The company's shares rose 5.2 per cent to $3.26, and have shed 15 per cent so far this year.
Trade Me increased its full-time equivalent staff by about a third to 437 over the past year as it invested in product development. Its expenses were also pushed up by increased marketing, and higher costs from the acquisitions of online insurance comparison website LifeDirect, online vehicle information business MotorWeb and online payments processor Paystation.
Earnings before interest, tax, depreciation and amortisation increased 4.4 per cent to $134.4 million in 2015, and will continue at a similar pace in 2016 as it ramps up investment in new businesses such as Trade Me Insurance, which was launched last week.
"We expect the second half of the year to show considerably stronger financial performance than the first half," said chief executive Jon Macdonald.
"There will be greater impact of last year's hires in our cost growth in the first half, plus we have launch costs for Trade Me Insurance in the first half, but better revenue contribution from Trade Me Insurance in the second half."
Macdonald said most of the spending on Trade Me Insurance would be in marketing, with the total amount dependent on how the business progresses over the coming months.
The company would likely continue its historic pattern of one to two small acquisitions a year that could help strengthen the broader company, although they would depend on merit, he said.
"We are interested where there are big, meaningful revenue pools that are still to undergo some kind of structural migration online or some kind of disruption," Macdonald said.
In the company's largest unit, its classified advertising business which generates listing fees from its motors, property and jobs sites, Ebitda increased 9.2 per cent to $68.6 million as revenue jumped 16 percent to $99.6 million.
In its general items unit, which generates fees from listings on its online marketplace business, Ebitda slipped 1.9 per cent to $49.9 million as revenue declined 2 per cent to $63.5 million.
The company has released a new homepage with more relevant, data-driven content, a new image-rich search experience and a new listing page.
Macdonald said the unit had turned the corner "after a lot of hard graft", with gross merchandise sales picking up in the second half of the year, after a "subdued" first half.
The number of sales increased 2 per cent in the three months through June compared with the year earlier period, led by a 5 percent increase in new goods' sales.
"It's gone from that state of mild decline to, for about six months now, being in positive territory but also on a strengthening trajectory so that's great from my point of view because there's good opportunity there in us participating more in online retail," he said.
"It is that original business of ours and still our engine room in a lot of respects when it comes to the engagement that we have with the New Zealand public and what we are best known for, and so that going from a position of weakness to a position of strength is very, very encouraging."
For its other businesses, which include advertising, travel, online dating, Pay Now, payments gateway and online insurance comparison, Ebitda increased 11 per cent to $16.7 million as revenue jumped 23 per cent to $36.6 million.
The company will pay a final dividend of 8.5 cents a share on September 22, up from 8.4 cents a year earlier and taking the total dividend payment for the year to 16.2 cents, up from 16 cents in 2014.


▸ Task prompt
Images do not belong in the copy. Retype all the entries below exactly.

Segment Start: Recorded information

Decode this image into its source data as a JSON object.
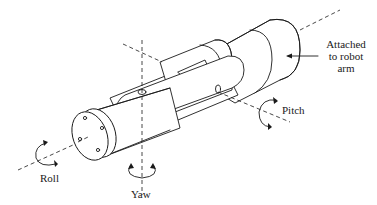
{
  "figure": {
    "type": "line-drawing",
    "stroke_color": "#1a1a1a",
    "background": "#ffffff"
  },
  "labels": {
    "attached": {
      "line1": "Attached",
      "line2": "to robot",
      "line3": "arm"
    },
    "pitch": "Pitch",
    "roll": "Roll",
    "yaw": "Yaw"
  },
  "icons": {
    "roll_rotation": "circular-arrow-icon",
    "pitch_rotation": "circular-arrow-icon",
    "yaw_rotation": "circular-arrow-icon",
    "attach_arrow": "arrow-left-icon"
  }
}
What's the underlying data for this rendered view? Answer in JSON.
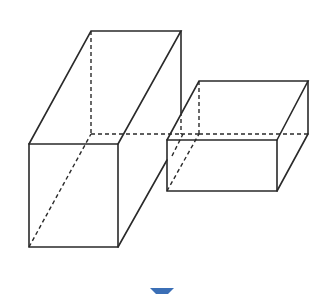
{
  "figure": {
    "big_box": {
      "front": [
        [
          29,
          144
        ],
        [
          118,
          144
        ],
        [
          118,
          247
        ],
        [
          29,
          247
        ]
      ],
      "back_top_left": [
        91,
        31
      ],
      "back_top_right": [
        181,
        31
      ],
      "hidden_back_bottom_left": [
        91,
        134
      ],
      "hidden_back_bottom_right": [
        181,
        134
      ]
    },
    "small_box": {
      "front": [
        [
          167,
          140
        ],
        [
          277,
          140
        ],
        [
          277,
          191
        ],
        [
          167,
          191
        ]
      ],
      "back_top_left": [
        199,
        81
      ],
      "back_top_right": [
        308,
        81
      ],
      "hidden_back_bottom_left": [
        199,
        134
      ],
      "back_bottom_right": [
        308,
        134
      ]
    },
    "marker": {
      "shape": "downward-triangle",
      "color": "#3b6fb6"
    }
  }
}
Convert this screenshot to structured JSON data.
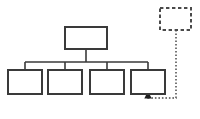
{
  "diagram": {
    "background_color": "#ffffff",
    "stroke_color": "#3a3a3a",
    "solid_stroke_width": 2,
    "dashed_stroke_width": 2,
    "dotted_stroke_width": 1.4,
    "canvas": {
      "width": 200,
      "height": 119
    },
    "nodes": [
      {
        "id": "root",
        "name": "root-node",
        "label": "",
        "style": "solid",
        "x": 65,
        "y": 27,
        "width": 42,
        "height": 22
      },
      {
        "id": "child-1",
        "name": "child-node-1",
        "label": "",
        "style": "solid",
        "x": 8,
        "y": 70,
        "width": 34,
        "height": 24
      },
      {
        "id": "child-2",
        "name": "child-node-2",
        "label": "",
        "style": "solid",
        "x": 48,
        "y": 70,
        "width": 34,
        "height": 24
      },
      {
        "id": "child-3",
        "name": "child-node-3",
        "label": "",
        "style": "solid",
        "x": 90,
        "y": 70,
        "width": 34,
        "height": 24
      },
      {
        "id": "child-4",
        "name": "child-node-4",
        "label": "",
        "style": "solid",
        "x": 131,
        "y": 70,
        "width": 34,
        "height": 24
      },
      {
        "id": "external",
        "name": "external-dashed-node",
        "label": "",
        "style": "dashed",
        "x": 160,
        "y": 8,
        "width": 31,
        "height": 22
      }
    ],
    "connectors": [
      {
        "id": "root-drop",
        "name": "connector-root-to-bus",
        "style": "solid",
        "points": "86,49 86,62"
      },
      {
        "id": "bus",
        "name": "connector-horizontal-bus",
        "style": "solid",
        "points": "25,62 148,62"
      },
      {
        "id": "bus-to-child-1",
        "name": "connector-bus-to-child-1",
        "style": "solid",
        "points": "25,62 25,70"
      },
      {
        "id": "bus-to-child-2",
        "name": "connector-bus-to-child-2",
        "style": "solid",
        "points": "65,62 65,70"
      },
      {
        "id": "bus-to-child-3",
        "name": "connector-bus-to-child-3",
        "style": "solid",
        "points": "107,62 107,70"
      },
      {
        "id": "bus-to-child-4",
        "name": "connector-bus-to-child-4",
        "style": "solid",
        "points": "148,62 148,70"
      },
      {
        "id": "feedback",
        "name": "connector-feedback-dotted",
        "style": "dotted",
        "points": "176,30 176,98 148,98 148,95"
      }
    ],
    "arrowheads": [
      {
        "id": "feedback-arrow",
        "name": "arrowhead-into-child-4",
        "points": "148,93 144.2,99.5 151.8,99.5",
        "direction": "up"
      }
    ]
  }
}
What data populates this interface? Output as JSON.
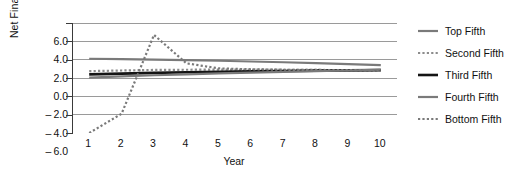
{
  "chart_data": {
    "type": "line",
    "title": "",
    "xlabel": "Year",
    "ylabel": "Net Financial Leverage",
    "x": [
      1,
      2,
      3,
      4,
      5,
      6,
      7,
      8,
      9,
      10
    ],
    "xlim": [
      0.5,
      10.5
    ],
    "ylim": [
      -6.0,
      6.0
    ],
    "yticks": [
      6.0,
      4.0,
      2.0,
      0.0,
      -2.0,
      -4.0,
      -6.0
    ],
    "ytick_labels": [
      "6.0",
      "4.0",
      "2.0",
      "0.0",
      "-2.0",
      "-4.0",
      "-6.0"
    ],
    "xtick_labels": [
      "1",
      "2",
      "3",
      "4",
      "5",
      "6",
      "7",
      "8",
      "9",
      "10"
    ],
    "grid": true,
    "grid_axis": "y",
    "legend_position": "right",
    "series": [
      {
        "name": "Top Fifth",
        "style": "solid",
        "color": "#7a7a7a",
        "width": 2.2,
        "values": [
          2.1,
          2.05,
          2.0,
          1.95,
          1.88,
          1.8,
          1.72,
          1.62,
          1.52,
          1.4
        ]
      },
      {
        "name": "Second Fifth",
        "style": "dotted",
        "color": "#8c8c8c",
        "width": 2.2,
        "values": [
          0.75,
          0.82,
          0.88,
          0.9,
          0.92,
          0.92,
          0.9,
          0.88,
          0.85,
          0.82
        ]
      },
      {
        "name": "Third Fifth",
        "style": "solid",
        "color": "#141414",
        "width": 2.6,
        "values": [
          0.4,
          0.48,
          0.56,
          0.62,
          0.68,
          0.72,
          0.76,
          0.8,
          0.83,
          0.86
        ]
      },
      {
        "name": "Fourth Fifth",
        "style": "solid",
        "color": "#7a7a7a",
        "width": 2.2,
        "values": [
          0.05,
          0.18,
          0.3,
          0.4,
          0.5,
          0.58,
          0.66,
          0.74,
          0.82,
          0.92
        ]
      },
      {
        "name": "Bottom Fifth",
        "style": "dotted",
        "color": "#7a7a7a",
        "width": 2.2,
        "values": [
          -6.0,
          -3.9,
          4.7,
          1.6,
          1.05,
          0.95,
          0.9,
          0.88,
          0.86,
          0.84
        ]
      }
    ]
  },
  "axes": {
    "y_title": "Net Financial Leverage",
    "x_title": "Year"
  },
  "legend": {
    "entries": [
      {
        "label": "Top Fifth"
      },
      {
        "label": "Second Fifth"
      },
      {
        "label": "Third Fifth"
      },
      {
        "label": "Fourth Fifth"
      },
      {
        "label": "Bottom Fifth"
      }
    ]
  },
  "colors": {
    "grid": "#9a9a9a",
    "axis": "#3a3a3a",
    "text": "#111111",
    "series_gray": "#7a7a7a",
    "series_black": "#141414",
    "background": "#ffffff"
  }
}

Segment End: Recorded information

▸ Answer for this exercise
Decode this image into its source data as a JSON object.
{
  "figure": {
    "type": "line-drawing",
    "stroke_color": "#1a1a1a",
    "background": "#ffffff"
  },
  "labels": {
    "attached": {
      "line1": "Attached",
      "line2": "to robot",
      "line3": "arm"
    },
    "pitch": "Pitch",
    "roll": "Roll",
    "yaw": "Yaw"
  },
  "icons": {
    "roll_rotation": "circular-arrow-icon",
    "pitch_rotation": "circular-arrow-icon",
    "yaw_rotation": "circular-arrow-icon",
    "attach_arrow": "arrow-left-icon"
  }
}
What's the underlying data for this rendered view? Answer in JSON.
{
  "figure": {
    "big_box": {
      "front": [
        [
          29,
          144
        ],
        [
          118,
          144
        ],
        [
          118,
          247
        ],
        [
          29,
          247
        ]
      ],
      "back_top_left": [
        91,
        31
      ],
      "back_top_right": [
        181,
        31
      ],
      "hidden_back_bottom_left": [
        91,
        134
      ],
      "hidden_back_bottom_right": [
        181,
        134
      ]
    },
    "small_box": {
      "front": [
        [
          167,
          140
        ],
        [
          277,
          140
        ],
        [
          277,
          191
        ],
        [
          167,
          191
        ]
      ],
      "back_top_left": [
        199,
        81
      ],
      "back_top_right": [
        308,
        81
      ],
      "hidden_back_bottom_left": [
        199,
        134
      ],
      "back_bottom_right": [
        308,
        134
      ]
    },
    "marker": {
      "shape": "downward-triangle",
      "color": "#3b6fb6"
    }
  }
}
Convert this screenshot to structured JSON data.
{
  "diagram": {
    "background_color": "#ffffff",
    "stroke_color": "#3a3a3a",
    "solid_stroke_width": 2,
    "dashed_stroke_width": 2,
    "dotted_stroke_width": 1.4,
    "canvas": {
      "width": 200,
      "height": 119
    },
    "nodes": [
      {
        "id": "root",
        "name": "root-node",
        "label": "",
        "style": "solid",
        "x": 65,
        "y": 27,
        "width": 42,
        "height": 22
      },
      {
        "id": "child-1",
        "name": "child-node-1",
        "label": "",
        "style": "solid",
        "x": 8,
        "y": 70,
        "width": 34,
        "height": 24
      },
      {
        "id": "child-2",
        "name": "child-node-2",
        "label": "",
        "style": "solid",
        "x": 48,
        "y": 70,
        "width": 34,
        "height": 24
      },
      {
        "id": "child-3",
        "name": "child-node-3",
        "label": "",
        "style": "solid",
        "x": 90,
        "y": 70,
        "width": 34,
        "height": 24
      },
      {
        "id": "child-4",
        "name": "child-node-4",
        "label": "",
        "style": "solid",
        "x": 131,
        "y": 70,
        "width": 34,
        "height": 24
      },
      {
        "id": "external",
        "name": "external-dashed-node",
        "label": "",
        "style": "dashed",
        "x": 160,
        "y": 8,
        "width": 31,
        "height": 22
      }
    ],
    "connectors": [
      {
        "id": "root-drop",
        "name": "connector-root-to-bus",
        "style": "solid",
        "points": "86,49 86,62"
      },
      {
        "id": "bus",
        "name": "connector-horizontal-bus",
        "style": "solid",
        "points": "25,62 148,62"
      },
      {
        "id": "bus-to-child-1",
        "name": "connector-bus-to-child-1",
        "style": "solid",
        "points": "25,62 25,70"
      },
      {
        "id": "bus-to-child-2",
        "name": "connector-bus-to-child-2",
        "style": "solid",
        "points": "65,62 65,70"
      },
      {
        "id": "bus-to-child-3",
        "name": "connector-bus-to-child-3",
        "style": "solid",
        "points": "107,62 107,70"
      },
      {
        "id": "bus-to-child-4",
        "name": "connector-bus-to-child-4",
        "style": "solid",
        "points": "148,62 148,70"
      },
      {
        "id": "feedback",
        "name": "connector-feedback-dotted",
        "style": "dotted",
        "points": "176,30 176,98 148,98 148,95"
      }
    ],
    "arrowheads": [
      {
        "id": "feedback-arrow",
        "name": "arrowhead-into-child-4",
        "points": "148,93 144.2,99.5 151.8,99.5",
        "direction": "up"
      }
    ]
  }
}
What data populates this interface? Output as JSON.
{
  "chart_data": {
    "type": "line",
    "title": "",
    "xlabel": "Year",
    "ylabel": "Net Financial Leverage",
    "x": [
      1,
      2,
      3,
      4,
      5,
      6,
      7,
      8,
      9,
      10
    ],
    "xlim": [
      0.5,
      10.5
    ],
    "ylim": [
      -6.0,
      6.0
    ],
    "yticks": [
      6.0,
      4.0,
      2.0,
      0.0,
      -2.0,
      -4.0,
      -6.0
    ],
    "ytick_labels": [
      "6.0",
      "4.0",
      "2.0",
      "0.0",
      "-2.0",
      "-4.0",
      "-6.0"
    ],
    "xtick_labels": [
      "1",
      "2",
      "3",
      "4",
      "5",
      "6",
      "7",
      "8",
      "9",
      "10"
    ],
    "grid": true,
    "grid_axis": "y",
    "legend_position": "right",
    "series": [
      {
        "name": "Top Fifth",
        "style": "solid",
        "color": "#7a7a7a",
        "width": 2.2,
        "values": [
          2.1,
          2.05,
          2.0,
          1.95,
          1.88,
          1.8,
          1.72,
          1.62,
          1.52,
          1.4
        ]
      },
      {
        "name": "Second Fifth",
        "style": "dotted",
        "color": "#8c8c8c",
        "width": 2.2,
        "values": [
          0.75,
          0.82,
          0.88,
          0.9,
          0.92,
          0.92,
          0.9,
          0.88,
          0.85,
          0.82
        ]
      },
      {
        "name": "Third Fifth",
        "style": "solid",
        "color": "#141414",
        "width": 2.6,
        "values": [
          0.4,
          0.48,
          0.56,
          0.62,
          0.68,
          0.72,
          0.76,
          0.8,
          0.83,
          0.86
        ]
      },
      {
        "name": "Fourth Fifth",
        "style": "solid",
        "color": "#7a7a7a",
        "width": 2.2,
        "values": [
          0.05,
          0.18,
          0.3,
          0.4,
          0.5,
          0.58,
          0.66,
          0.74,
          0.82,
          0.92
        ]
      },
      {
        "name": "Bottom Fifth",
        "style": "dotted",
        "color": "#7a7a7a",
        "width": 2.2,
        "values": [
          -6.0,
          -3.9,
          4.7,
          1.6,
          1.05,
          0.95,
          0.9,
          0.88,
          0.86,
          0.84
        ]
      }
    ]
  },
  "axes": {
    "y_title": "Net Financial Leverage",
    "x_title": "Year"
  },
  "legend": {
    "entries": [
      {
        "label": "Top Fifth"
      },
      {
        "label": "Second Fifth"
      },
      {
        "label": "Third Fifth"
      },
      {
        "label": "Fourth Fifth"
      },
      {
        "label": "Bottom Fifth"
      }
    ]
  },
  "colors": {
    "grid": "#9a9a9a",
    "axis": "#3a3a3a",
    "text": "#111111",
    "series_gray": "#7a7a7a",
    "series_black": "#141414",
    "background": "#ffffff"
  }
}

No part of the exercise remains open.